San Juan Basin Public Health (SJBPH) issued a Face-Covering Advisory for La Plata and Archuleta counties, effective Saturday, April 11, as an important step to slow the spread of the disease caused by the novel (new) coronavirus (COVID-19).
SJBPH and its partners have taken strong measures to slow the spread of COVID-19, but despite these efforts, there continues to be community transmission within Archuleta and La Plata counties. Without a vaccine or treatment, additional social distancing measures are necessary.
Recent information has indicated that covering your nose and mouth can slow the spread of COVID-19 because:
- Individuals can be contagious before the onset of symptoms. You may be contagious and do not know it. If you have covered your nose and mouth, it can limit the spread of COVID-19.
- We touch our face less when our face is covered. Touching your face after touching something contaminated with COVID-19 increases your chances of getting sick with the virus.
The face covering advisory is particularly important for essential workers such as grocery and restaurant employees when they are regularly interacting with the public. The advisory also applies to anyone who leaves their home to meet essential needs.
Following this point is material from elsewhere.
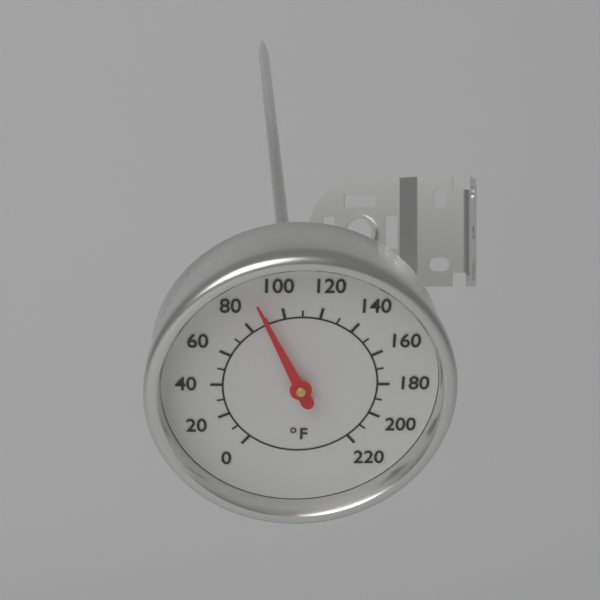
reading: 90 °F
Information on how to make face coverings and properly care for them can be found at the CDC website. For the most up to date information on how to take precautions against the spread of COVID-19, visit SJBPH’s website.
EDITOR’S NOTE: The CDC website mentioned above provides three examples of useful, homemade face masks. The following video, from Good Housekeeping, demonstrates similar techniques.
If you do a thorough Google search on the benefits of wearing a face mask, you will find a curious distinction between the official advice disseminated in early March, and the advice now being dispensed in early April.
On February 29, the New York Times quoted the US Surgeon General, Dr. Jerome Adams, telling people to stop purchasing commercially produced masks. From that article:
“Seriously people — STOP BUYING MASKS!” the surgeon general, Jerome M. Adams, said in a tweet on Saturday morning. “They are NOT effective in preventing general public from catching #Coronavirus, but if health care providers can’t get them to care for sick patients, it puts them and our communities at risk!”
Air can also get in around the edges of the masks, particularly flat surgical masks. Health care workers who wear N95 masks as part of their jobs are required to undergo a fit test at least once a year to ensure that there are no gaps around their mouths.
Most people are unlikely to know how to wear these masks and could accidentally contaminate themselves if they touch the outside of the mask when they remove it and then touch their face.
On April 3, the Centers for Disease Control (CDC) issued contrasting advice, aimed not at protecting the mask-wearer per se, but rather, aimed at reducing the virus spread by people who are asymptomatic or pre-symptomatic:
CDC continues to study the spread and effects of the novel coronavirus across the United States. We now know from recent studies that a significant portion of individuals with coronavirus lack symptoms (‘asymptomatic’) and that even those who eventually develop symptoms (‘pre-symptomatic’) can transmit the virus to others before showing symptoms. This means that the virus can spread between people interacting in close proximity — for example, speaking, coughing, or sneezing — even if those people are not exhibiting symptoms. In light of this new evidence, CDC recommends wearing cloth face coverings in public settings where other social distancing measures are difficult to maintain (e.g., grocery stores and pharmacies) especially in areas of significant community-based transmission.
As with so many actions we’re taking in April 2020, the decision to wear a mask appears to be a roll of the dice.